A Burst of Short Stories
I think most people have at some stage or another observed how things seem to come in groups. I'm not much of a short story reader, but recently, I've read quite a few. Yiyun Li's Ten Thousand Years of Good Prayers has received a lot of attention recently in the press, winning the Guardian award for best first work of fiction and being praised by many other reviewers. I snapped it up when I saw it a couple of weeks ago as it'd been on my wishlist for ages, and at the same time, I discovered I had a volume of short stories by another Chinese native already on my shelves; Waiting by Ha Jin.

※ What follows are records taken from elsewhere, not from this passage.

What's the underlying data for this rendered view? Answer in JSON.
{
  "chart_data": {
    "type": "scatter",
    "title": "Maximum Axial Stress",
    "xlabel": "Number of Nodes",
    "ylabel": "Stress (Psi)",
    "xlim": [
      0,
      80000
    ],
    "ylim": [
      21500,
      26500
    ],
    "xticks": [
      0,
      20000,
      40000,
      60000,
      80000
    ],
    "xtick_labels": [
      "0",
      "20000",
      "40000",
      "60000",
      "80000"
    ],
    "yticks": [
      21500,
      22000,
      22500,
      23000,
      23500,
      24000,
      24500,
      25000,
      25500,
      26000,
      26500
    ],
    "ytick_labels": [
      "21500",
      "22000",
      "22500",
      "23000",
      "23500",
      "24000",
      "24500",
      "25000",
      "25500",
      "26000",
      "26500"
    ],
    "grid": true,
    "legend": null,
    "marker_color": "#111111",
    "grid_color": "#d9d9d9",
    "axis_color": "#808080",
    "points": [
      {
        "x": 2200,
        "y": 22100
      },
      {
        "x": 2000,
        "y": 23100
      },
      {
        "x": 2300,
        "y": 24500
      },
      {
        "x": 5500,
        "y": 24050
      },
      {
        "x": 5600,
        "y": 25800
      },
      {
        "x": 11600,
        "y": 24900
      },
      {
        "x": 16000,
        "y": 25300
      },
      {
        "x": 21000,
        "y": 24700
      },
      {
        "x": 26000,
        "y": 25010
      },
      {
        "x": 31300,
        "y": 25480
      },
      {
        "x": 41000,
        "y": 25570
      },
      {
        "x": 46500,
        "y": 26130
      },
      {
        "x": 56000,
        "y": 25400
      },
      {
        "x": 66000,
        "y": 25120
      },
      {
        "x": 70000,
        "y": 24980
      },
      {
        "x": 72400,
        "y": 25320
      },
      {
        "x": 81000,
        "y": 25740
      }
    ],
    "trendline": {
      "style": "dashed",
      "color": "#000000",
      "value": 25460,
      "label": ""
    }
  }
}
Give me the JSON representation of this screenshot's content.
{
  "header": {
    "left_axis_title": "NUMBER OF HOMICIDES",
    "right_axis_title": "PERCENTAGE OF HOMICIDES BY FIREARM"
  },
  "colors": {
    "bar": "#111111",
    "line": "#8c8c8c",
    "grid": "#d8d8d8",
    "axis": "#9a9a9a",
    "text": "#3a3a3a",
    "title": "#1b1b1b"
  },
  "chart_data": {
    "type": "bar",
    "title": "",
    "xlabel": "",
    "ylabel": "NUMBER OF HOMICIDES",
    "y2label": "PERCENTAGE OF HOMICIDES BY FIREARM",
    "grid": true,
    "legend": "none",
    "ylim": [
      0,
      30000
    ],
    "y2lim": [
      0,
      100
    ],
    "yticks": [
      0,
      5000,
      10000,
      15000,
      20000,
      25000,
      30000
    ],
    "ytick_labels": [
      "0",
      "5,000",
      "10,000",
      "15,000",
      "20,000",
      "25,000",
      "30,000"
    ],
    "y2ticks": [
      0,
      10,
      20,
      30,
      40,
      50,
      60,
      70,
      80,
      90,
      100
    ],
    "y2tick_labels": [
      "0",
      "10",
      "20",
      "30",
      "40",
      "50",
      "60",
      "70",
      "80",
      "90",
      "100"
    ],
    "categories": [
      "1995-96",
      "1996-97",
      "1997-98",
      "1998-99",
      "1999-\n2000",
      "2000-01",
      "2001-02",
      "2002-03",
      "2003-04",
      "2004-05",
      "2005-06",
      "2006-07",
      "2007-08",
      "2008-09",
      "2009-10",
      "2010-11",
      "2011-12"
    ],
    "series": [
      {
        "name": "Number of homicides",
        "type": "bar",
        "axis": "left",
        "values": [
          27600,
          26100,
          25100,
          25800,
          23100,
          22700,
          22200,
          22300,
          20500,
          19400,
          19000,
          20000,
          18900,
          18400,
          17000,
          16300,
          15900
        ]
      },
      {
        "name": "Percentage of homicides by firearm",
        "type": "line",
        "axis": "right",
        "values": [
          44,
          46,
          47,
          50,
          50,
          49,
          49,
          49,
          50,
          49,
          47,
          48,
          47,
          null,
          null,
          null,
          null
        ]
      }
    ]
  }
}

Reading the two volumes side by side has made for some interesting comparisons. Although both deal with recent society in China, the generational difference is very marked; Ha Jin tends to write about issues confronting individuals of the generation above the one with which Yiyun Li concerns herself, and each author picks up on appropriate prevalent issues depending on which stage of development Chinese society is in. In Ha Jin's work, China struggles to prove her prowess to the West and modernise society. Families destroyed by an earthquake in one city are patched back together again with survivors from three different family units to form a new dysfunctional nuclear family. An American fast food restaurant successfully competes with local street vendors for business, but when the workers go on strike in an effort for fair pay they are fired and replaced with new workers. Two peasants are executed for making a joke about a workunit leader that was misconstrued as a slight against the dead Chairman Mao.

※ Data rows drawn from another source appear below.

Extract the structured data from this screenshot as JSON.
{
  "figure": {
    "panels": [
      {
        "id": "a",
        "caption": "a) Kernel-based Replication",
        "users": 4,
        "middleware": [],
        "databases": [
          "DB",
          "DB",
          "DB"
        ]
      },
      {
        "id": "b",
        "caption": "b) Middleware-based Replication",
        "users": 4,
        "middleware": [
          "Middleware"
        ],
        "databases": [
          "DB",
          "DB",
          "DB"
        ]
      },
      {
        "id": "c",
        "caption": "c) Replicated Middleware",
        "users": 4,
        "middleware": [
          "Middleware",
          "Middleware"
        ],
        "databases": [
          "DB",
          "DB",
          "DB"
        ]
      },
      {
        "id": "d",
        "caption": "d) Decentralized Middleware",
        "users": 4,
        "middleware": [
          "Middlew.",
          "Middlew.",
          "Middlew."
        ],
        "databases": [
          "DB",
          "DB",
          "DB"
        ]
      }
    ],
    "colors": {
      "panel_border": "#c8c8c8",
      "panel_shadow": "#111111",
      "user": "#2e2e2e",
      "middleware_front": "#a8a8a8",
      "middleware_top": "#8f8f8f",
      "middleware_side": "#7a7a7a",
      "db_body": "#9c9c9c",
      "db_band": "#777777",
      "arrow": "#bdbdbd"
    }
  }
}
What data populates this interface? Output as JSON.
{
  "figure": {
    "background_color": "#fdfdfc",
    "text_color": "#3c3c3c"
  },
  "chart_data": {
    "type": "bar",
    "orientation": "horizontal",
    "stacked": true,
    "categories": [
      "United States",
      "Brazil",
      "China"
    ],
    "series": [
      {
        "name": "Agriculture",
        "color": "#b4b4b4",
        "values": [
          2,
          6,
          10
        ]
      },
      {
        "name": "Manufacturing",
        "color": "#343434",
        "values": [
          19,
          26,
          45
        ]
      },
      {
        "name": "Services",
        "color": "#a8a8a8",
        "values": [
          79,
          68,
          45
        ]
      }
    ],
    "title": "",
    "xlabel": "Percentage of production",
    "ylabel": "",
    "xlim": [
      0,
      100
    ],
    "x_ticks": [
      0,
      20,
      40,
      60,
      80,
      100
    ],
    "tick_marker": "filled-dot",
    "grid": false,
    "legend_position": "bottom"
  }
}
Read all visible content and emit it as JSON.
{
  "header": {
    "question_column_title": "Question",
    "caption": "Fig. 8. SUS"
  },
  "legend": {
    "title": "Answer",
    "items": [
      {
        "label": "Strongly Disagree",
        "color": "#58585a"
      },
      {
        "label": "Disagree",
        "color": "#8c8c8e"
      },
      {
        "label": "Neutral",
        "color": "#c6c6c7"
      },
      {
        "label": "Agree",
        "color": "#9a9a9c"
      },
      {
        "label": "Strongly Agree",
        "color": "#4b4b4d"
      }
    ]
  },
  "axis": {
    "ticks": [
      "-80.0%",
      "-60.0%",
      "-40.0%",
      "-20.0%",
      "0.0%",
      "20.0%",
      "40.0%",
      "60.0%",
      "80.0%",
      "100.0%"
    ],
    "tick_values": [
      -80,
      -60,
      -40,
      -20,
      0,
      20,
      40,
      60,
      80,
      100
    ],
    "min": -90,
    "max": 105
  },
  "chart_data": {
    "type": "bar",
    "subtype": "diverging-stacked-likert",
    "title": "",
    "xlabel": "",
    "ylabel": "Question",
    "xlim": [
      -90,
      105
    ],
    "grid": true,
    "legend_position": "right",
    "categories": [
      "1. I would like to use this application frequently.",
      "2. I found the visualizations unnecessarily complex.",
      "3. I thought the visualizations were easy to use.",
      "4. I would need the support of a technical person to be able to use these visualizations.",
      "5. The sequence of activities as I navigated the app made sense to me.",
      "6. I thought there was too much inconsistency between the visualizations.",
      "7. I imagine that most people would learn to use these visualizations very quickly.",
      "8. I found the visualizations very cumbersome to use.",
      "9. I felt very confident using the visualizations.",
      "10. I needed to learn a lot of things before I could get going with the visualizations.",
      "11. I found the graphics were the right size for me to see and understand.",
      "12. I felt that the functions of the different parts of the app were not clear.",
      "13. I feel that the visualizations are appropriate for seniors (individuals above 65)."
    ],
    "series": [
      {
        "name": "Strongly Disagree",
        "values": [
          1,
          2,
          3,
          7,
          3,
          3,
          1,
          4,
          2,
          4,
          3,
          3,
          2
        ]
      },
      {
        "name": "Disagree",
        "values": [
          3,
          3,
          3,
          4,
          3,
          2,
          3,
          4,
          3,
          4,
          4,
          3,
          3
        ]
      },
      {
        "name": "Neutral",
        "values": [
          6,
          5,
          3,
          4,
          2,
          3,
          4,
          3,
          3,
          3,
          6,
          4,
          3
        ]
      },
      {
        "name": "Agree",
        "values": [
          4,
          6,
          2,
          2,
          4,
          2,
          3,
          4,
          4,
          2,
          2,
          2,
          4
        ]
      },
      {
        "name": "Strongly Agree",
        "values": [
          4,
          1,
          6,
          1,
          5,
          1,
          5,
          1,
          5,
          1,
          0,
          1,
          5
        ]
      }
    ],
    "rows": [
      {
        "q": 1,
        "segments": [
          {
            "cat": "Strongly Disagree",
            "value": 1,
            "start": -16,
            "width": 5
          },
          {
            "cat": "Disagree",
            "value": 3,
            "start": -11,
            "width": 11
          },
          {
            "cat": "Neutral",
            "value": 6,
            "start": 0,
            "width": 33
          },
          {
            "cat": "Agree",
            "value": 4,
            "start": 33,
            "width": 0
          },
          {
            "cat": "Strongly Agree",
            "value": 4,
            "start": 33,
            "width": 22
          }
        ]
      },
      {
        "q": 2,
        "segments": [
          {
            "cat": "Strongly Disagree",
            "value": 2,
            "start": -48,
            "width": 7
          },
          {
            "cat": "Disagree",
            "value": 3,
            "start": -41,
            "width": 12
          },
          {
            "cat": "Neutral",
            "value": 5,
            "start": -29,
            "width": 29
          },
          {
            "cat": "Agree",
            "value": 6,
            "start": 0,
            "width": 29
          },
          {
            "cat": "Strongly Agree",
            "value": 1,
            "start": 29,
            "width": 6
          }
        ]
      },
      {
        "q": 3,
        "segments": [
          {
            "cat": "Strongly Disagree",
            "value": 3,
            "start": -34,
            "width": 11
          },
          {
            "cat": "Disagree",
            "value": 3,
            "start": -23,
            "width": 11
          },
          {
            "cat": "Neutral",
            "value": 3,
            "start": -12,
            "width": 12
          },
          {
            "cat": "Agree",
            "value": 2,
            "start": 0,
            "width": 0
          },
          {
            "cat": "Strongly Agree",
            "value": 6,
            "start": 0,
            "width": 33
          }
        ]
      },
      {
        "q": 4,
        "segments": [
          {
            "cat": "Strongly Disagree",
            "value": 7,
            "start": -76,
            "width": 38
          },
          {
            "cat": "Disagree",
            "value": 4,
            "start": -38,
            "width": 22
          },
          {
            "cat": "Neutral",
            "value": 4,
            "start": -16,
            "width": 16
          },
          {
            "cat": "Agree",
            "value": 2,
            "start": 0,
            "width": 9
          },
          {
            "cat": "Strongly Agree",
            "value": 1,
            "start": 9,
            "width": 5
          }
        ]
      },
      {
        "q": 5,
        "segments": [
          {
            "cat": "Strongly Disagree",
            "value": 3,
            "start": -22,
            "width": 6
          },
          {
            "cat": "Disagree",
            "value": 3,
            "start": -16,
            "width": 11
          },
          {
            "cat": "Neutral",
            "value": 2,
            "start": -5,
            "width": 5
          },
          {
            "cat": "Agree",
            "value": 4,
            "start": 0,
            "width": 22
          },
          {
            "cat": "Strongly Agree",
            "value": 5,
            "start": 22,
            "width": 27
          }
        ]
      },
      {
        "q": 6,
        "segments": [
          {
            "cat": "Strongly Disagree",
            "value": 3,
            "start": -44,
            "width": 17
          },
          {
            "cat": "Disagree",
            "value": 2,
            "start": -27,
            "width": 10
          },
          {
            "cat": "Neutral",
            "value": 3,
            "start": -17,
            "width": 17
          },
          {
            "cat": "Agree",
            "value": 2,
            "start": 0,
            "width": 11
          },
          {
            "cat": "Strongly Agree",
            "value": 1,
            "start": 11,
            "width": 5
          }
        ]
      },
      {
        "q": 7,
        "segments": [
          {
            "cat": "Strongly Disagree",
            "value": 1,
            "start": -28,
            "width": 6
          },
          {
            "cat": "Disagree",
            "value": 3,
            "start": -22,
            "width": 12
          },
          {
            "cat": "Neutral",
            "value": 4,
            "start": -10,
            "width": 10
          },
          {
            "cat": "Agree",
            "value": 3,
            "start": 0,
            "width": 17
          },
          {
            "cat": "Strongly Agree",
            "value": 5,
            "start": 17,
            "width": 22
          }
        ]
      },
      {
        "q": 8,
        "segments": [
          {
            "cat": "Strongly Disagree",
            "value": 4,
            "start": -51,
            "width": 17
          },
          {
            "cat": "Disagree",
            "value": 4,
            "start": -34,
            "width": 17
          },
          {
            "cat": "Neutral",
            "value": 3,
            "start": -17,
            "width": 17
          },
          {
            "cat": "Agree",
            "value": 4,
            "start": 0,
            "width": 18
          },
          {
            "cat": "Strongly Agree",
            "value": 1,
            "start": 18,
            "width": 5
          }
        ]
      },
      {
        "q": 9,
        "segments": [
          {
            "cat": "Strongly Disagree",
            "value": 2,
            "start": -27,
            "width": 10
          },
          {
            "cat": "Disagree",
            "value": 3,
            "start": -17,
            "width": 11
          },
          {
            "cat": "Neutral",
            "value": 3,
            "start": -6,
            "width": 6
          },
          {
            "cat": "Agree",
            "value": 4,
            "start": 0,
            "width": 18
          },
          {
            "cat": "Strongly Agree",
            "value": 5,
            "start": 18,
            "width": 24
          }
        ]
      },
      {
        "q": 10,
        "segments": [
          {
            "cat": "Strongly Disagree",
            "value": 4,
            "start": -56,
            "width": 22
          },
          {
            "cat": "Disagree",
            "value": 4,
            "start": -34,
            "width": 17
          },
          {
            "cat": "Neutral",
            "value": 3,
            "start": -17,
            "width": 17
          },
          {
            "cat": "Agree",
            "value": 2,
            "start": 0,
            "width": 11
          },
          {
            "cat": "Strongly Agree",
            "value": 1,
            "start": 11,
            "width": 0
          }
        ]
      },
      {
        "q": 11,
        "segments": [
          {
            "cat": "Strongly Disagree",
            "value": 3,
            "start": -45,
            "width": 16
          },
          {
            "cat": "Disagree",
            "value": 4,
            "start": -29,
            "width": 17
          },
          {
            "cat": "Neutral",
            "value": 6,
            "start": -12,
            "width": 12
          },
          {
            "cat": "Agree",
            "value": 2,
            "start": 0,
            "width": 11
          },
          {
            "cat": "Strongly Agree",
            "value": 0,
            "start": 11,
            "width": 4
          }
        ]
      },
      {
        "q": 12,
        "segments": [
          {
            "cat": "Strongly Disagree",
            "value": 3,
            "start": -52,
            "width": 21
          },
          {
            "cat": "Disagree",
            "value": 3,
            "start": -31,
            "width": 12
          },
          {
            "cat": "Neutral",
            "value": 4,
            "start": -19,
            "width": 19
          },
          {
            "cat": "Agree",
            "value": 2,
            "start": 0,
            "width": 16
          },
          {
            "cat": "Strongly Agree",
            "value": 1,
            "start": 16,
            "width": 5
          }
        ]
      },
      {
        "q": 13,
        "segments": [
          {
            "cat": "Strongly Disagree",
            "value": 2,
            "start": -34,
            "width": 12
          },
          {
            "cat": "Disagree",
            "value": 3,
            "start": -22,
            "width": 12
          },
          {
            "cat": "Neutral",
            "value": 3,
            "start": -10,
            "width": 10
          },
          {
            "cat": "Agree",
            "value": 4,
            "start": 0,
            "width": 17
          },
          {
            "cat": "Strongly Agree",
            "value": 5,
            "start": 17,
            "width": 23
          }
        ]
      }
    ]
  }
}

In Yiyun Li's stories, young men and women compete to escape the confines of China for the freedom and riches of America, then struggle to retain their Chinese identity and empathy with China. Caught between tradition and modernity, a young man educated in America struggles to tell his mother that the reason he keeps rejecting the potential matches she arranges for him is because he is homosexual; a woman moves to America after falling pregnant in order to seek a better life and finds hope that China cannot give her; a husband and wife battle to keep their family together in the face of rejection from society when one of their children is born mentally ill.

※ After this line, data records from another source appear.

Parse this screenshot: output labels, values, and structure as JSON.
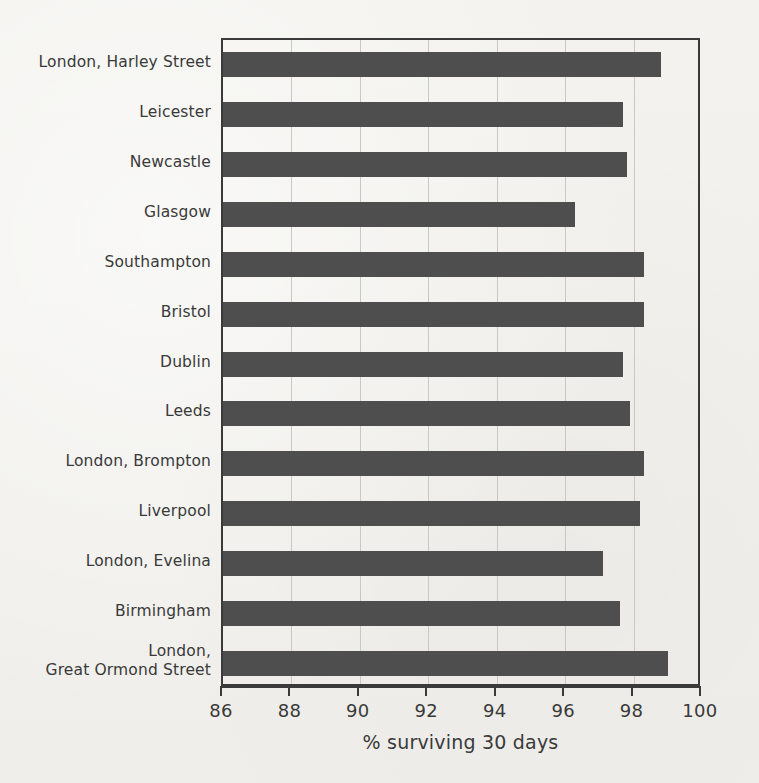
{
  "chart_data": {
    "type": "bar",
    "orientation": "horizontal",
    "title": "",
    "xlabel": "% surviving 30 days",
    "ylabel": "",
    "xlim": [
      86,
      100
    ],
    "xticks": [
      86,
      88,
      90,
      92,
      94,
      96,
      98,
      100
    ],
    "xticklabels": [
      "86",
      "88",
      "90",
      "92",
      "94",
      "96",
      "98",
      "100"
    ],
    "grid": "vertical",
    "legend": "none",
    "bar_color": "#4e4e4e",
    "background_color": "#f2f1ed",
    "axis_color": "#3a3a3a",
    "categories": [
      "London, Harley Street",
      "Leicester",
      "Newcastle",
      "Glasgow",
      "Southampton",
      "Bristol",
      "Dublin",
      "Leeds",
      "London, Brompton",
      "Liverpool",
      "London, Evelina",
      "Birmingham",
      "London, Great Ormond Street"
    ],
    "category_lines": [
      [
        "London, Harley Street"
      ],
      [
        "Leicester"
      ],
      [
        "Newcastle"
      ],
      [
        "Glasgow"
      ],
      [
        "Southampton"
      ],
      [
        "Bristol"
      ],
      [
        "Dublin"
      ],
      [
        "Leeds"
      ],
      [
        "London, Brompton"
      ],
      [
        "Liverpool"
      ],
      [
        "London, Evelina"
      ],
      [
        "Birmingham"
      ],
      [
        "London,",
        "Great Ormond Street"
      ]
    ],
    "values": [
      98.8,
      97.7,
      97.8,
      96.3,
      98.3,
      98.3,
      97.7,
      97.9,
      98.3,
      98.2,
      97.1,
      97.6,
      99.0
    ]
  },
  "figure": {
    "axis_title": "% surviving 30 days"
  }
}
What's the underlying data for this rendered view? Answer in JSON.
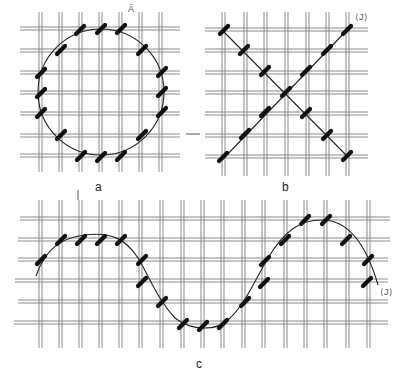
{
  "figure": {
    "panels": [
      {
        "id": "a",
        "label": "a",
        "shape": "circle",
        "marker": "Ⓐ"
      },
      {
        "id": "b",
        "label": "b",
        "shape": "diagonal cross",
        "marker": "〈J〉"
      },
      {
        "id": "c",
        "label": "c",
        "shape": "sine wave",
        "marker": "〈J〉"
      }
    ]
  },
  "labels": {
    "a": "a",
    "b": "b",
    "c": "c",
    "mark_a": "Ä",
    "mark_b": "⟨J⟩",
    "mark_c": "⟨J⟩"
  },
  "colors": {
    "thread": "#8a8a8a",
    "stitch": "#111111",
    "curve": "#222222",
    "background": "#ffffff"
  }
}
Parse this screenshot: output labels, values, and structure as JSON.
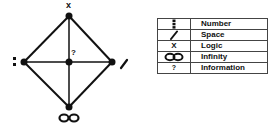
{
  "diagram": {
    "nodes": [
      {
        "id": "top",
        "symbol": "X",
        "meaning": "Logic",
        "x": 69,
        "y": 16
      },
      {
        "id": "left",
        "symbol": "⁝",
        "meaning": "Number",
        "x": 24,
        "y": 62
      },
      {
        "id": "right",
        "symbol": "/",
        "meaning": "Space",
        "x": 112,
        "y": 62
      },
      {
        "id": "bottom",
        "symbol": "∞",
        "meaning": "Infinity",
        "x": 69,
        "y": 107
      },
      {
        "id": "center",
        "symbol": "?",
        "meaning": "Information",
        "x": 69,
        "y": 62
      }
    ],
    "labels": {
      "top": "x",
      "center": "?",
      "bottom": "∞"
    },
    "edges": [
      [
        "top",
        "left"
      ],
      [
        "top",
        "right"
      ],
      [
        "bottom",
        "left"
      ],
      [
        "bottom",
        "right"
      ],
      [
        "top",
        "bottom"
      ],
      [
        "left",
        "right"
      ]
    ],
    "line_color": "#111111"
  },
  "legend": {
    "rows": [
      {
        "symbol_icon": "triple-dot-icon",
        "symbol": "⁝",
        "label": "Number"
      },
      {
        "symbol_icon": "slash-icon",
        "symbol": "/",
        "label": "Space"
      },
      {
        "symbol_icon": "x-icon",
        "symbol": "X",
        "label": "Logic"
      },
      {
        "symbol_icon": "infinity-icon",
        "symbol": "∞",
        "label": "Infinity"
      },
      {
        "symbol_icon": "question-icon",
        "symbol": "?",
        "label": "Information"
      }
    ]
  }
}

What struck me most was how much Chinese society has changed in such a short space of time. I know China has been trying to modernise, and having spent time there, I know there are massive divides between country and city, old and young, and new and old; but I've never been exposed to such expressions of these struggles. Both books are of course banned on mainland China (although probably not in Taiwan) and I am surprised that censorship doesn't feature more heavily in either set of stories. Not only in literature, but generally in freedom of speech in the media or even in what Chinese people are allowed to view from overseas media. In hotels, foreign news reports on China are often cut from broadcasts. Foreign papers arrive three weeks late and will sometimes have articles perceived as reflecting negatively on China's progress or development torn out. Everyone (in the West) knows that a massive quantity of websites are blocked in China - my blog is banned in China! (Not mine specifically; blogger appears to be banned.) But the Chinese are, by and large, unaware of the extent to which their government blindfolds them. Anyway, I've managed to go off course on my speculations about censorship; my point is really that China is going through a massive rapid social upheaval, and reading these two books together has provided an interesting record in literature on social problems.
3 comments:
Nice post! I think it is wonderful how both modernization and the immigrant experience have translated into such rich literature as different generations explore what it means to leave a culture behind (either temporally or physically) and learn how to navigate a new one....along the same lines, Gish Jen has some lovely short stories that deal with the tension of being an American born Chinese.
Do you mean The Bridegroom and Other Stories?
I do - I bought Waiting and read The Bridegroom instead. Thanks for pointing that out!